A special crane is used to lift the pre-assembled propeller to the nacelle of a wind turbine in Hoort, Germany. Picture taken March 31, 2020.

Commentary Type

The transition to carbon neutrality: An unusual type of structural reform

Photo Credit: DPA/Jens Büttner

Paper based on a presentation at the conference "Rethinking economic policy: Steering structural change," April 16-17, 2024, jointly organized by the Peterson Institute for International Economics (PIIE) and the International Monetary Fund (IMF). Forthcoming in Rethinking Economic Policy: Steering Structural Change, edited by Pierre-Olivier Gourinchas, Maurice Obstfeld, and Petia Topalova (Cambridge, MA: MIT Press, forthcoming 2025).
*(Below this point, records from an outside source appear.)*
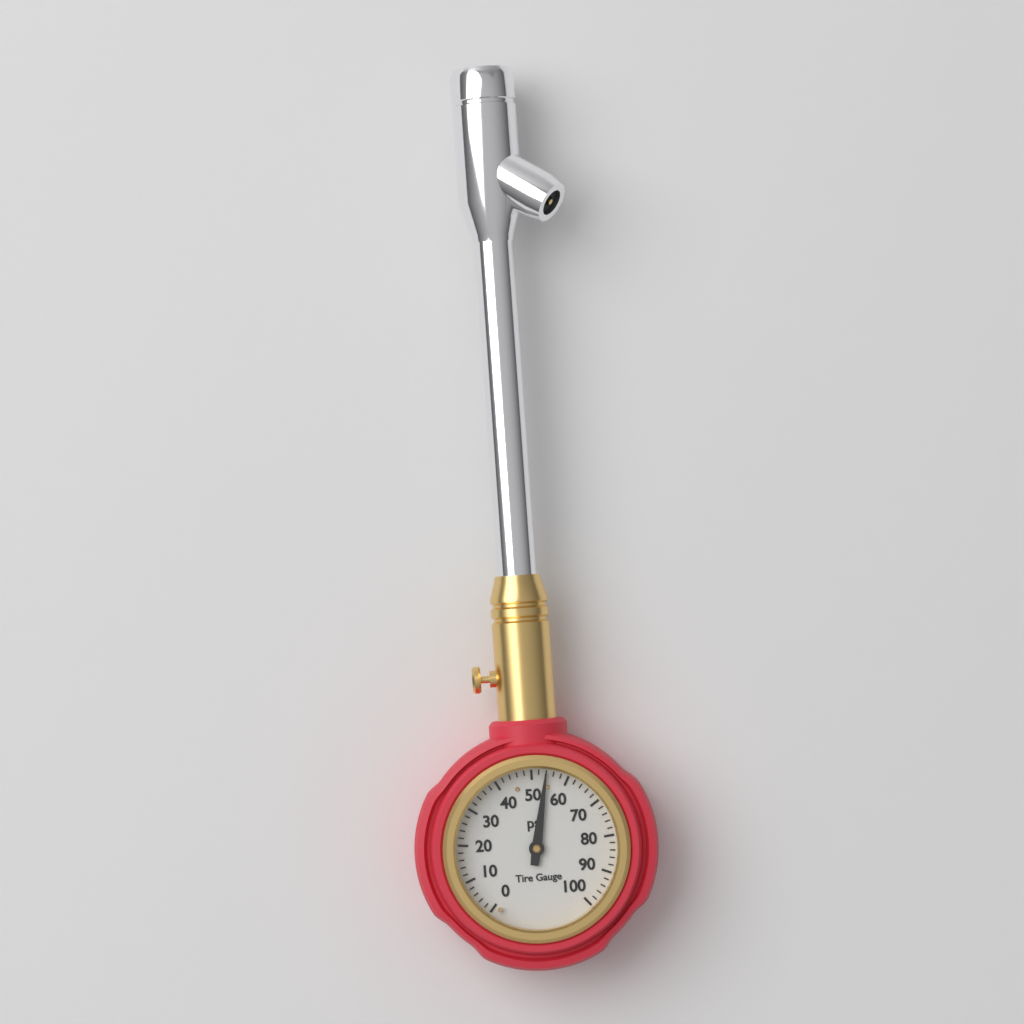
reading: 54 psi
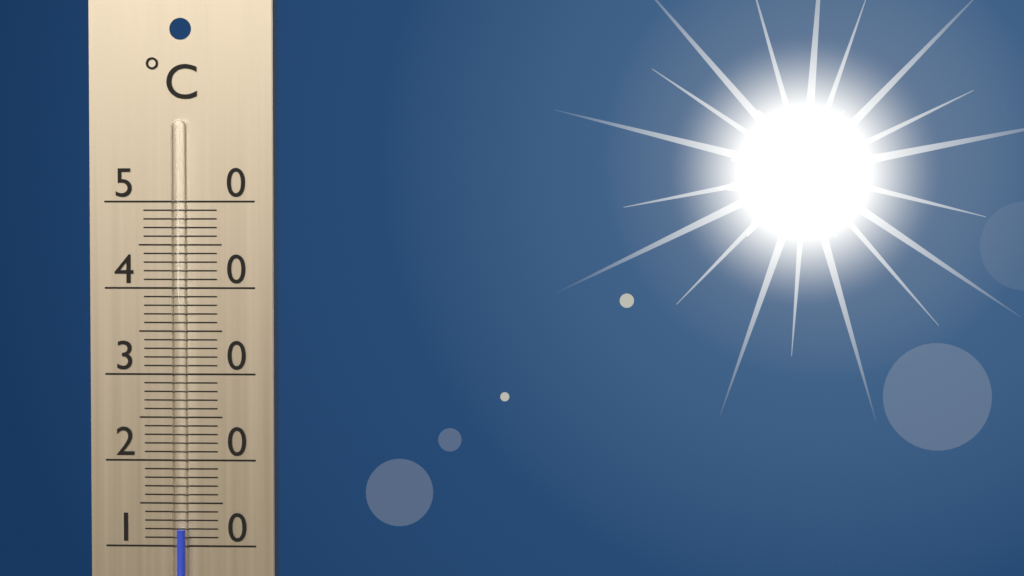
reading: 12 °C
Thanks to Dilek Sevinc for her assistance in the preparation of this paper.

Body

We are not used to thinking of the green transformation as a structural reform. But in fact we should, because it is essentially triggered by policy actions and because the questions it raises, be it about the range of available policy instruments, about their relative effectiveness, or about the political economy of this transformation, are familiar ones when designing structural reforms. Seen in this light it is indeed, as Olivier Blanchard says in his chapter, the most radical worldwide structural reform in the history of mankind.